One party is winning, the other one not so much

Here is an idea for a field trip or an article for enterprising journalist thinking outside the box.  Take a car from Washington, D.C. and drive all the way to San Francisco.  Make a few stops, and I guarantee you that the journalist will see a lot of red, as in GOP territory.     

The conventional wisdom is that the GOP is shrinking and that the Democrats are on the right side of history.  Again, not so fast, as the Washington Post reported this week:

In Obama’s first year in office, buoyed by the biggest presidential election victory since 1988, the Democrats expanded their House majority to 257-178; in the Senate, they could count a filibuster-proof majority for the first time since the Jimmy Carter era.

As a result, their numbers were robust enough to muscle through virtually all of Obama’s early agenda, most notably his health-care overhaul.

They lost control, however, in the devastating midterm election of 2010, which was fueled in large part by a backlash against the health-care law and government bailouts of Wall Street and industry. Democrats’ numbers further eroded in 2014.

Democrats’ hopes of regaining the Senate were dashed on Tuesday, when Trump’s victory provided a badly needed updraft for a handful of endangered GOP incumbents.

The lesson: Without Obama himself on the ballot, his army of young and minority voters would not show up in numbers needed to keep his party afloat.

Unlike Franklin Roosevelt’s durable New Deal coalition, the impressive political operation that Obama built does not appear transferrable to other Democrats -- and therefore, may not live on past his presidency.

Let me add a couple of thoughts:    

1) The FDR coalition was made up of white workers, or the backbone of manufacturing.

2) The Obama coalition was twofold: a cult of personality and unreliable voters.  In other words, the young do not vote unless they think the candidate is "cool."  Well, Obama is cool, and Mrs. Clinton just isn't.

3) The Democrats will have to find some way of attracting more white voters, as they did for a long time.

4) The Democrats are no longer the party of working people.  They are indeed the "effete core of impudent snobs" that the late V.P. Spiro Agnew described in 1969.  In simple terms, not one of these liberals, from college professors to public sector union leaders, would survive five minutes having a beer with a patriotic, flag waving and pro-life blue worker in any of the so-called blue states that flipped on election day.

We are not suggesting that anyone write an obituary for the Democratic Party.  It will be back.  However, the GOP came back after 1964 because of Goldwater's disciples and came back after Watergate because of the Reagan Brigade that brought so many like me into politics.
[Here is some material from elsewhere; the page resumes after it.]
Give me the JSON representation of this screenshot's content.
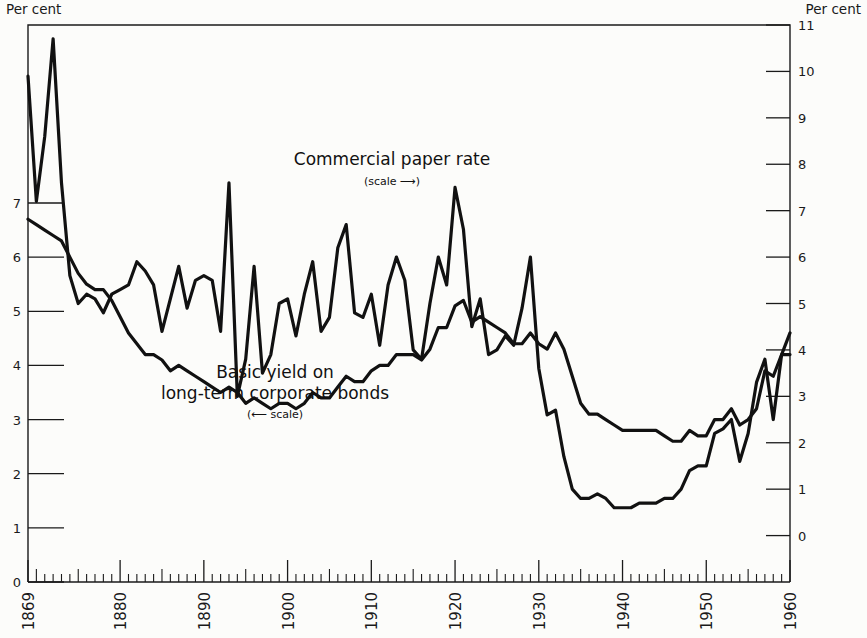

Do you see anything like that in the Democratic Party?  I don't.  I do see a bunch of malcontents pushing grievances or identity politics.

Where is the Democrat who will bring white workers back?  It won't be Senator Elizabeth Warren, or anyone else who can't win between the coasts.  You can forget Senator Tim Kaine, who will fade faster than the "mashed potato" dance.

Memo to Democrats: Take a look at what is happening between San Francisco and Washington, D.C.  You may learn something about the country that you don't know a thing about.